I’ve added two items to the FreeBSD donations wantlist.

The first, and most important, is hosting for a new source tinderbox  / continuous integration cluster. The source tinderbox currently run on three servers graciously donated, maintained and hosted by Sentex which can handle approximately two full builds per day. The University of Oslo recently replaced its old HPC cluster, and I’ve secured 28 1U nodes (including rack-mount kits but no power cords) from the old one which I hope to be able to use for a new source tinderbox cluster with a completely new, more efficient implementation, but I have nowhere to host them. As noted in the wantlist entry, once installed, the cluster will not require large amounts of external bandwidth—just enough to keep an svn mirror regularly updated and to serve the web frontend—but it will need a dedicated gigabit switch or partition for internal communication. The hosting center needs to be within driving distance of Oslo, Norway.

The second item is a request for parts to upgrade my main FreeBSD development box: an Intel H77-based motherboard, an Intel Core i7-3770S CPU and 32 GB of PC3-12800 RAM. I already have a case, a sufficiently powerful PSU and plenty of disks. I’d also like to replace my old Chieftec hot-swap frames with a pair of trayless four-disk frames such as this one or preferably this one which has one large fan instead of two small ones (and is therefore presumably quieter) but is not available in Norway.

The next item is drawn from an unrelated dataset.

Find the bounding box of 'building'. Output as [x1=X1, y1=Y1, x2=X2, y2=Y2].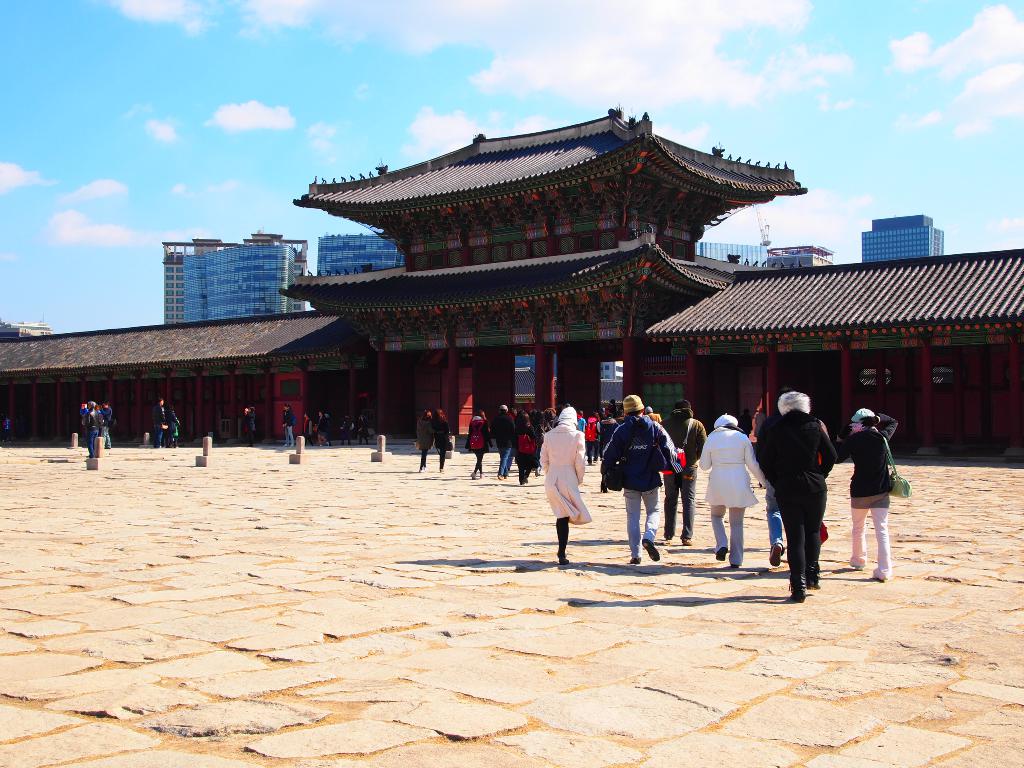
[x1=166, y1=237, x2=308, y2=328].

You can also use the button in the sidebar to make a donation which will go towards hardware, software and hosting costs related to my FreeBSD and Open Source work.

Transition

If you can see this, I have successfully moved my blog from Blogger to a self-hosted WordPress instance.

This was not a trivial endeavor. I have had this blog since 2006, and there are links to it all over the net. I did not want to break those links, nor did I want them to point to an abandoned Blogger instance. In particular, I wanted readers to still be able to comment on old posts. Continue reading “Transition”

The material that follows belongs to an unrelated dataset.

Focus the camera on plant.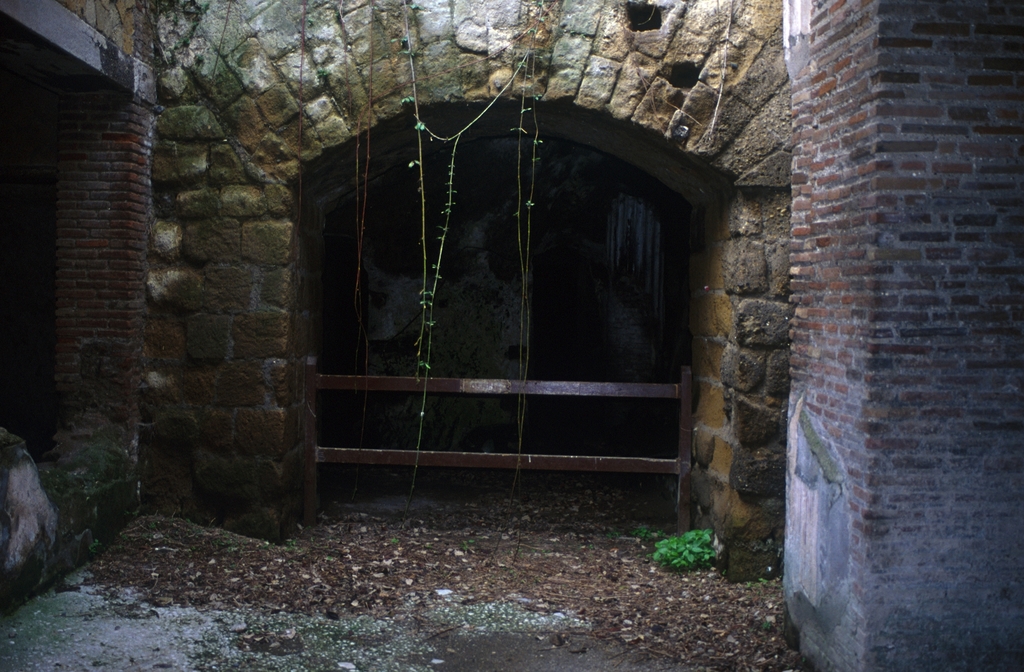
Focus region: x1=651 y1=528 x2=714 y2=567.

The return of the FreeBSD desktop

I have a confession to make: I haven’t used FreeBSD as a desktop OS for years. The reason is twofold:

  1. Since 2005, my work has required me to run Linux (Debian and Ubuntu at Linpro, RedHat at the University of Oslo) and, briefly, Windows at Kongsberg Maritime. I eventually stopped using stationary computers, resorting instead to a (company-provided) laptop running either Ubuntu, or Windows with Ubuntu in VirtualBox.
  2. More importantly, around the time I started at Linpro, it became increasingly difficult to maintain a FreeBSD desktop. The modularization of X.org and the increasing complexity of desktop environments mean that the number of packages required for a complete desktop system has grown from a bit over 100 to well over 600 (in addition to the kernel and base operating system, which is monolithic in FreeBSD). The FreeBSD ports system does not scale well, and the lack of a proper binary update procedure makes it almost impossible to keep that many packages up-to-date.

This is about to change. Continue reading “The return of the FreeBSD desktop”

On testing

Last fall, I wrote a completely new configuration parser for OpenPAM Lycopsida. Although the new parser was far more robust than the one it replaced, it was large, unwieldy, and suffered from a number of issues relating to whitespace handling, which stemmed from reusing some old code which unfortunately was thoroughly documented and therefore could not be easily modified. So I decided to rewrite it again, from scratch this time.

Then I did what I should have done last fall but didn’t: I wrote some unit tests. And of the first dozen or so tests I came up with, three failed, revealing two different bugs—one of them fairly serious.